Thursday, June 18, 2015

Museum is part of 100 Faces 100 Stories Project



Visitors can now pick up this free booklet from the Museum.  It contains 100 stories from the First World War with each entry being sponsored by a Museum.  The Museum of Witchcraft and Magic have included information on Alan Leo (see our entry in the booklets photographed below).  If you can't come in to the Museum to collect one of these booklets, you can look online where more detailed information is available.  




Alan Leo
(1860-1917) – Astrologer fined for fortune telling
Alan Leo was the father of modern astrology and inspired Gustav Holst to write the 'Planets Suite'. In 1917 Leo cast a horoscope for a policeman and was accused of fortune-telling, a serious offence in wartime. Heavily fined under the Vagrancy Act, Leo died on holiday at Bude.

William Frederick Allen, who later took the name Alan Leo, was raised in a strict Plymouth Brethren household in London.  Regular chapel attendance and fireside readings from Foxe's Book of Martyrs imparted on the young boy a strong belief in a Creator God, but this was tempered with a growing dissatisfaction with the Brethen's theology and binding morality.  ‘I was made to take life seriously’, he wrote, ‘Sunday was just a dreadful day in our home’.
                              
He was educated in Edinburgh, but returned to London to work in the family grocery business and later ran a shop in Manchester. He soon became ill from overwork and, sceptical of the medical profession, Leo visited a local 'cunning man' known as Doctor Richardson.  Richardson correctly diagnosed a kidney complaint using only the time, date and place of Leo's birth.  From this time forward, Leo was convinced that astrology - or divination by the celestial bodies - was 'God's Law'.  Tutored by Richardson, he started to gather information about his grocery-store clients, cast their horoscopes and read their characters.

It is from these humble beginnings that commercial astrology began.  He took the name Alan Leo (from his own sun-sign), and began a successful postal horoscope service.  He founded three societies, a magazine and published many books, including The Art of Synthesis (1912).  This work was read by the famous composer Gustav Holst, who drew upon Leo's creative descriptions of the planets in his famous orchestral suite.

The Vagrancy Act of 1824 stipulated that all fortune telling was illegal, even if the intention of the fortune-teller (or astrologer) was not to deceive.  In 1917, Alan Leo was prosecuted for the second time under this Act.  He had drawn up a horoscope for an Inspector Nicholls and unfortunately included the remark: ‘at this time a death in your family circle is likely to cause you sorrow’.   Fortune-telling, which could lead to a loss of public morale, was regarded very seriously in wartime.  Leo pleaded not guilty but the magistrate did not allow him to defend the legitimacy of astrology; he was found guilty and fined £5, plus £25 costs.

Leo and his wife Bessie went to Bude to recover from the ordeal, but Leo died of a cerebral haemorrhage on the 30 August – many of his friends blamed the trial and the legal system.  Leo's lasting legacy was the re-popularisation of astrology in the popular press, and setting it on more commercial and accessible footing.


* **BRIEF**:
Sort through the entries below and pull out lines containing the word "magnification".

----

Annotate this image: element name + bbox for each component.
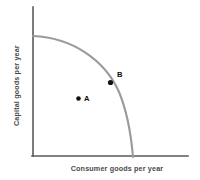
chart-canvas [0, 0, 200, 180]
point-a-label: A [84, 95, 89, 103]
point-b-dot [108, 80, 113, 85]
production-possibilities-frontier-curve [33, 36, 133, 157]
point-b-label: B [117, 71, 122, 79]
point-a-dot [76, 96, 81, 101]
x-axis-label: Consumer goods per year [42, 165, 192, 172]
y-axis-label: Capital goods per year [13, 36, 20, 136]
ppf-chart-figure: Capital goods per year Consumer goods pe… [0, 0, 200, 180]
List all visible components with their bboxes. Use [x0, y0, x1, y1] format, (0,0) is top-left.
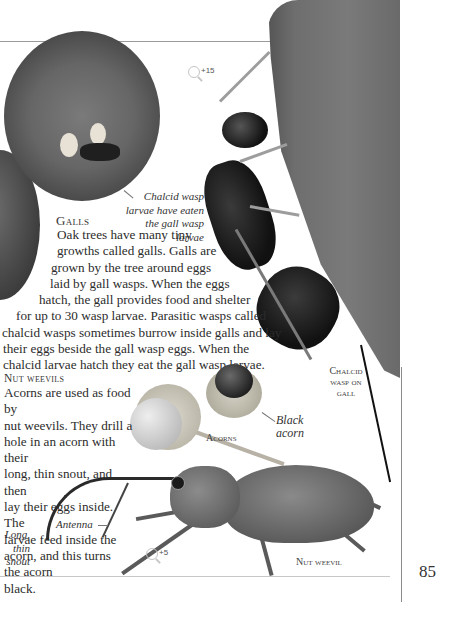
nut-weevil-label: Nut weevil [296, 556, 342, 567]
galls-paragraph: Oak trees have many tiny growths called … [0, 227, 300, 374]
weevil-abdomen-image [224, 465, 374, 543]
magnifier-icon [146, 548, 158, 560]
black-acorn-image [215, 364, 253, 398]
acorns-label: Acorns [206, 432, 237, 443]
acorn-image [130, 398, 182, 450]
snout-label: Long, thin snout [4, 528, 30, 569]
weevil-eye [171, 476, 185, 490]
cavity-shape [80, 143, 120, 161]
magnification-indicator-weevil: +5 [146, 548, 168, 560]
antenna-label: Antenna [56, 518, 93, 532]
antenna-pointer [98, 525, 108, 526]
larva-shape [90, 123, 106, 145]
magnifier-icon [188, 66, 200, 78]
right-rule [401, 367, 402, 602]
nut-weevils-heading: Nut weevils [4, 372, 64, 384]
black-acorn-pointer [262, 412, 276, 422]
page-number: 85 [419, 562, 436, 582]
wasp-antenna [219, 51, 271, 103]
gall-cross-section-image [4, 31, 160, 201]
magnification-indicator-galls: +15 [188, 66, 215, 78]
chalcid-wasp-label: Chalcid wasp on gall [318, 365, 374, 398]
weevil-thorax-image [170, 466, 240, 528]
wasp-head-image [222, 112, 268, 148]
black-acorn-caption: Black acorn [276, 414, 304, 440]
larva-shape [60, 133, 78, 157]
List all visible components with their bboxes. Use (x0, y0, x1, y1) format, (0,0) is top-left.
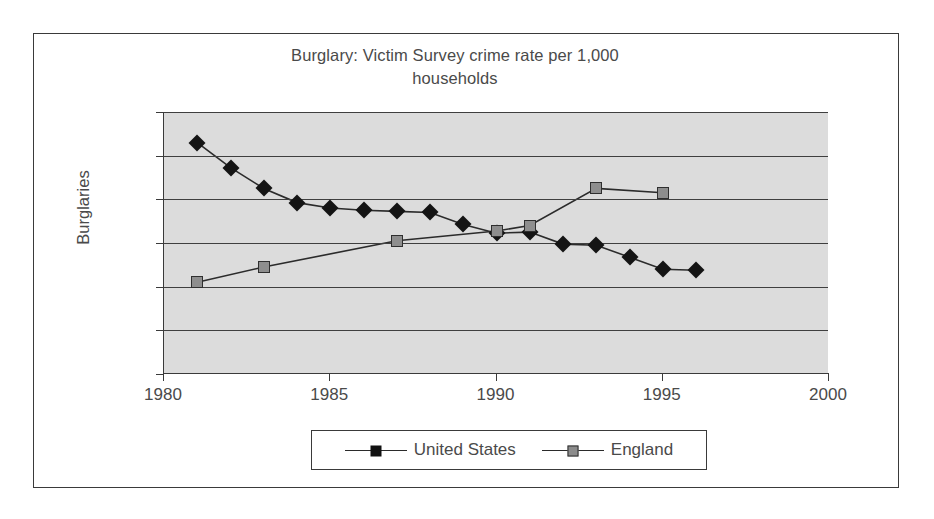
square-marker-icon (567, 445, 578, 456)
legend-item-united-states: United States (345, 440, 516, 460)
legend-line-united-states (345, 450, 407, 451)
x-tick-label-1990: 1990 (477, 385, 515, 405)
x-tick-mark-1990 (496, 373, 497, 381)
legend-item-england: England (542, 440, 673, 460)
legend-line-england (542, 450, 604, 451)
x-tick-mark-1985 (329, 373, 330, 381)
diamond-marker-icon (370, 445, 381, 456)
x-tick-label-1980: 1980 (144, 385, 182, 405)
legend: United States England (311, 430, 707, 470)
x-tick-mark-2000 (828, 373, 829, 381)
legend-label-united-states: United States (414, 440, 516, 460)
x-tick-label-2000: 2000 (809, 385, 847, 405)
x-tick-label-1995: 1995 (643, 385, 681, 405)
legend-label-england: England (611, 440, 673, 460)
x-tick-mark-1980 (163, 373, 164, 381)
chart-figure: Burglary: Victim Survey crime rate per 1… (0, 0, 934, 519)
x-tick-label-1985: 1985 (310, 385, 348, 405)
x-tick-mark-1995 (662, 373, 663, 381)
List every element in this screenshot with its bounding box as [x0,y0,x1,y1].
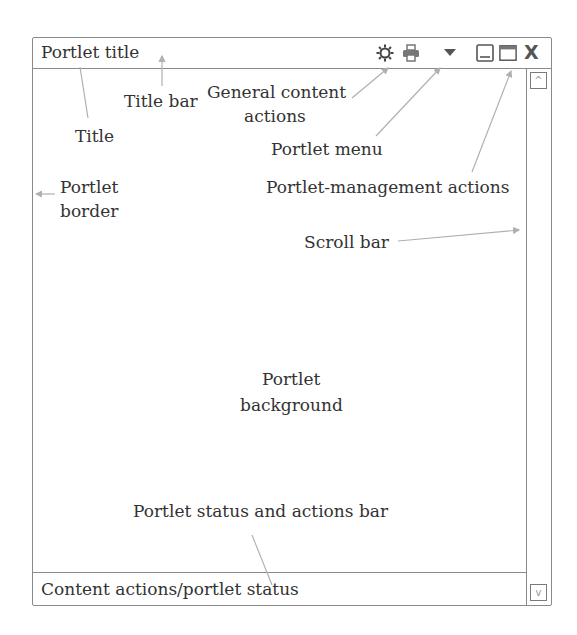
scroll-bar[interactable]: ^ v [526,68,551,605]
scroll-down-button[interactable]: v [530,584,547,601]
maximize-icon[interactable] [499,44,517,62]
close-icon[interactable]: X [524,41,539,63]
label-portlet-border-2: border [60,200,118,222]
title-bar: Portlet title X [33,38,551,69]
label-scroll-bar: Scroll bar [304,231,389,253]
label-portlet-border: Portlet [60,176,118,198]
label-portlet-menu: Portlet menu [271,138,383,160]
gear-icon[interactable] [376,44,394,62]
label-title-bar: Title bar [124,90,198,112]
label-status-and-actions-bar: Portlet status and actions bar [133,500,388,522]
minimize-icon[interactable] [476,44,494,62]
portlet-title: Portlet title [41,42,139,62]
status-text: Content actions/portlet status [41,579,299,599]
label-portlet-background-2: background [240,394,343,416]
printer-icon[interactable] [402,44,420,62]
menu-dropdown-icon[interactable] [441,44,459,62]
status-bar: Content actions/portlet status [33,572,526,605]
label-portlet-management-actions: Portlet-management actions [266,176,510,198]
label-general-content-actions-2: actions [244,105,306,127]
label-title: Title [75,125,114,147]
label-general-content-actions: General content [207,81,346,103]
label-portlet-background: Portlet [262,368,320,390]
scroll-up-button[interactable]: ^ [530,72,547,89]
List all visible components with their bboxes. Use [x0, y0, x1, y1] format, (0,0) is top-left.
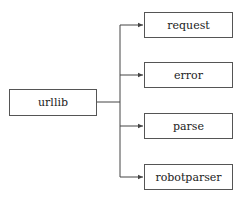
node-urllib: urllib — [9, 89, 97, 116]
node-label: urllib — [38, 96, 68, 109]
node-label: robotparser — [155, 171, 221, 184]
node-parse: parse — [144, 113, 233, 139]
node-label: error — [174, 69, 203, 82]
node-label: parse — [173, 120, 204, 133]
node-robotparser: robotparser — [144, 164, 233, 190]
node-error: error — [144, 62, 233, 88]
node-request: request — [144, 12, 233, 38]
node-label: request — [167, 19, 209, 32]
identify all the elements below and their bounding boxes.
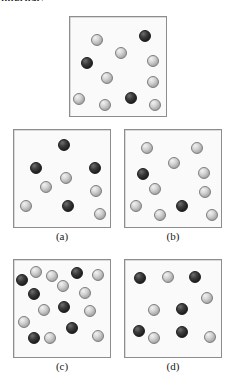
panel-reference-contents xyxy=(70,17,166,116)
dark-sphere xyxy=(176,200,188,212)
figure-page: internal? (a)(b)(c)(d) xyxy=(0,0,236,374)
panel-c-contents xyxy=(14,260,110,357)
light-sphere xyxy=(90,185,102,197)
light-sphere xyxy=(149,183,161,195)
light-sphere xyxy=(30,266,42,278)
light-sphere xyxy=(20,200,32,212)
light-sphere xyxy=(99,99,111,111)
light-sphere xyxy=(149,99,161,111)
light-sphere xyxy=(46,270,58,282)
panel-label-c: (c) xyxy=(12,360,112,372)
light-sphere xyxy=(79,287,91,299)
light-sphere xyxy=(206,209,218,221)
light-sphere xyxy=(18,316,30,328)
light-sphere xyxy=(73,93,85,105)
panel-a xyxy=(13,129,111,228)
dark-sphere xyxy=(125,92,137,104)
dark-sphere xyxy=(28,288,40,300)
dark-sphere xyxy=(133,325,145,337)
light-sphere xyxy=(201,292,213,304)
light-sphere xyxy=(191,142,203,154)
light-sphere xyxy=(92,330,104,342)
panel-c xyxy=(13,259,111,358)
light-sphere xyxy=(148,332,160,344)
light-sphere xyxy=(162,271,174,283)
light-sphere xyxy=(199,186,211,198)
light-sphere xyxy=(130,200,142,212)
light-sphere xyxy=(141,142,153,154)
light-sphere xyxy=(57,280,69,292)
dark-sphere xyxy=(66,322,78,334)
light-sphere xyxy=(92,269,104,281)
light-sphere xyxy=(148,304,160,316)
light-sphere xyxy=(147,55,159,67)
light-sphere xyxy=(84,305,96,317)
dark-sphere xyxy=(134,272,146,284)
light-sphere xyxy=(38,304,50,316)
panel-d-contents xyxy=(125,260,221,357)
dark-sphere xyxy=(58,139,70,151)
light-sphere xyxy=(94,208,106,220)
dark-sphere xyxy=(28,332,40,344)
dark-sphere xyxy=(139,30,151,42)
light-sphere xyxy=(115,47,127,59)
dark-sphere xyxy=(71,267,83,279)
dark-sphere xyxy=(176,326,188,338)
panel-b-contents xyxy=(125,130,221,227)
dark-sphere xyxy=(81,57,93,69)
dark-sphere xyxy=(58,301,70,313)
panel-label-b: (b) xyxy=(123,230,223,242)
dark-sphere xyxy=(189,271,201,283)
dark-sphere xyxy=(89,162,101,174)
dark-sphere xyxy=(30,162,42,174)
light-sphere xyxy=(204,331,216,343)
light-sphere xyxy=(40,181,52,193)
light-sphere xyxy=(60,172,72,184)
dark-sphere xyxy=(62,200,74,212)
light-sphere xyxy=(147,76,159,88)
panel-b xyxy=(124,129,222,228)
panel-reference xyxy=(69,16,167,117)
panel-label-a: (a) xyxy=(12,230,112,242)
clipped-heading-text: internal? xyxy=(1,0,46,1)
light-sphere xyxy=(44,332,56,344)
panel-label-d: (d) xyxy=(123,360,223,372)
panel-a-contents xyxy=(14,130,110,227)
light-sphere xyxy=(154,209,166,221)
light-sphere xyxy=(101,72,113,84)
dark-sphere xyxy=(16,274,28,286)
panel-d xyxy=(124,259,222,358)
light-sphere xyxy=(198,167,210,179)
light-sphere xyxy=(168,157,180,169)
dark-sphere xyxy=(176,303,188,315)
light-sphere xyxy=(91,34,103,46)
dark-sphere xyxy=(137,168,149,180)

----

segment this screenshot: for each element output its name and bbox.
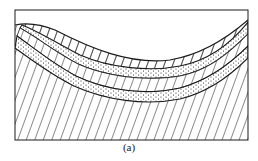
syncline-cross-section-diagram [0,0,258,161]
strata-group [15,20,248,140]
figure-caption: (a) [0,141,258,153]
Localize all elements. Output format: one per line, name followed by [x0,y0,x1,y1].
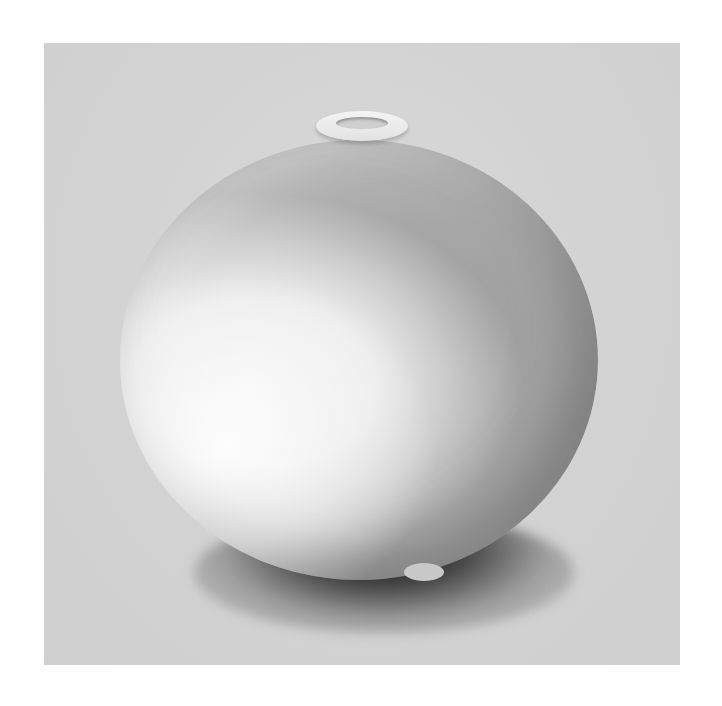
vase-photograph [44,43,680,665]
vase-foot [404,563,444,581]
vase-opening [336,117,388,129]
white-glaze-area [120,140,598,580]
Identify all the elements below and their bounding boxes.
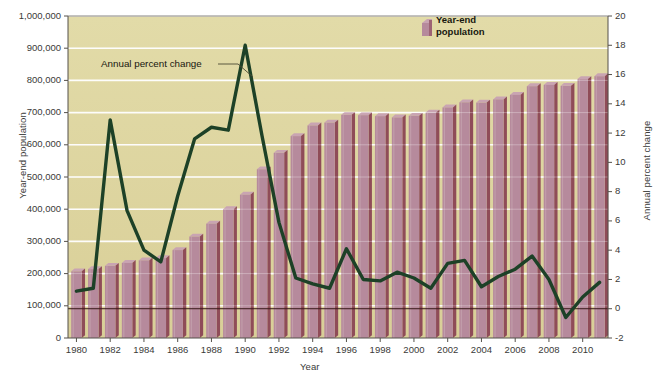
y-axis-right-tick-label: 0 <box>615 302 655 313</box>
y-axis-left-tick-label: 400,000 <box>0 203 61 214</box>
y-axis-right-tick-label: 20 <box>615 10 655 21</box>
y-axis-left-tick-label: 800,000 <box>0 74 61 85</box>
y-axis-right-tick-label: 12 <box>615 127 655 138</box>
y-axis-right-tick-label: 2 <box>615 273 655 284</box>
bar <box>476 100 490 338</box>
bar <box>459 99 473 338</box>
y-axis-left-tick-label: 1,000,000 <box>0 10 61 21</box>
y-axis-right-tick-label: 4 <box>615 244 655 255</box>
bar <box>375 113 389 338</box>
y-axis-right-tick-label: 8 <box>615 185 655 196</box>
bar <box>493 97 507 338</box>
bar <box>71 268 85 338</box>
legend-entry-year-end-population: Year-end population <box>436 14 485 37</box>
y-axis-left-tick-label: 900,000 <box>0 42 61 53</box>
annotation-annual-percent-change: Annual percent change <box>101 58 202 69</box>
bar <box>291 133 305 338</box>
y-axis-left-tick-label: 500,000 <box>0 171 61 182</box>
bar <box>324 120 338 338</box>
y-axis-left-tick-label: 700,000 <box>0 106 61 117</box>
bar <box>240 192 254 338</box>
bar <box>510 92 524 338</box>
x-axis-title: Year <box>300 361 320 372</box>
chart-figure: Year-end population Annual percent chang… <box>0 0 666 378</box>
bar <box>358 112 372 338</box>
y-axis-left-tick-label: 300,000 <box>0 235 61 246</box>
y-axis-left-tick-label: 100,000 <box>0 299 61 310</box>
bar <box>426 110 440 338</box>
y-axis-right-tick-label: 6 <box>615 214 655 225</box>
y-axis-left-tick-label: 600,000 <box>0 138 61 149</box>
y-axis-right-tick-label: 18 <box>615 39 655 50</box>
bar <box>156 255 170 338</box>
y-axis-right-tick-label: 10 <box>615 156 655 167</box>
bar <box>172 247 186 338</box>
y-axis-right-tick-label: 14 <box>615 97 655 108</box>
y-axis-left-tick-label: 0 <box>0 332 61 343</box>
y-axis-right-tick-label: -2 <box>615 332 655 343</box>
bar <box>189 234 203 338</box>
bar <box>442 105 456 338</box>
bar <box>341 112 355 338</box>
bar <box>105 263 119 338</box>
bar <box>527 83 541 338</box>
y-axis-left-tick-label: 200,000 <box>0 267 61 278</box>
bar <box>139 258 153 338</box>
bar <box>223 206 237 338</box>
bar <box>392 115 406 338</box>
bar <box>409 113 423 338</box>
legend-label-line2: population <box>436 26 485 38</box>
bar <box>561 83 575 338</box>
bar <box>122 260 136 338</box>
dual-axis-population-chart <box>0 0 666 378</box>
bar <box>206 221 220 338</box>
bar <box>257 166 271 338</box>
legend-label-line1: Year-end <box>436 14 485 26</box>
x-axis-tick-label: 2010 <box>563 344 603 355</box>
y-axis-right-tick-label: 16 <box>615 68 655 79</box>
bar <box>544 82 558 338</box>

----

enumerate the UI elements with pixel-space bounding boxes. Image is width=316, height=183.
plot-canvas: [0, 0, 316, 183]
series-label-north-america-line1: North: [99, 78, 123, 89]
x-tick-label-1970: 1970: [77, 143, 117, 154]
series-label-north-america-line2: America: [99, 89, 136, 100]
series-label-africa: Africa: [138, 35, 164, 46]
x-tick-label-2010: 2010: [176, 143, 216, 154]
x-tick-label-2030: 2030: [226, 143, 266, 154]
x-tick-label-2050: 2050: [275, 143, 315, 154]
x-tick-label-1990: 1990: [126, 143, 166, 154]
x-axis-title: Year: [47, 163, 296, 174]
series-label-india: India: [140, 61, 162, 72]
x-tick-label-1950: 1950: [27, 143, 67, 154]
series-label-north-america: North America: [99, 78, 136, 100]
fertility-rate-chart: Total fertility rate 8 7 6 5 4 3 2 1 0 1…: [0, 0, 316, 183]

----

* **SOLVED EXERCISE**:
magnification-indicator-weevil: +5 [146, 548, 168, 560]
magnification-indicator-galls: +15 [188, 66, 215, 78]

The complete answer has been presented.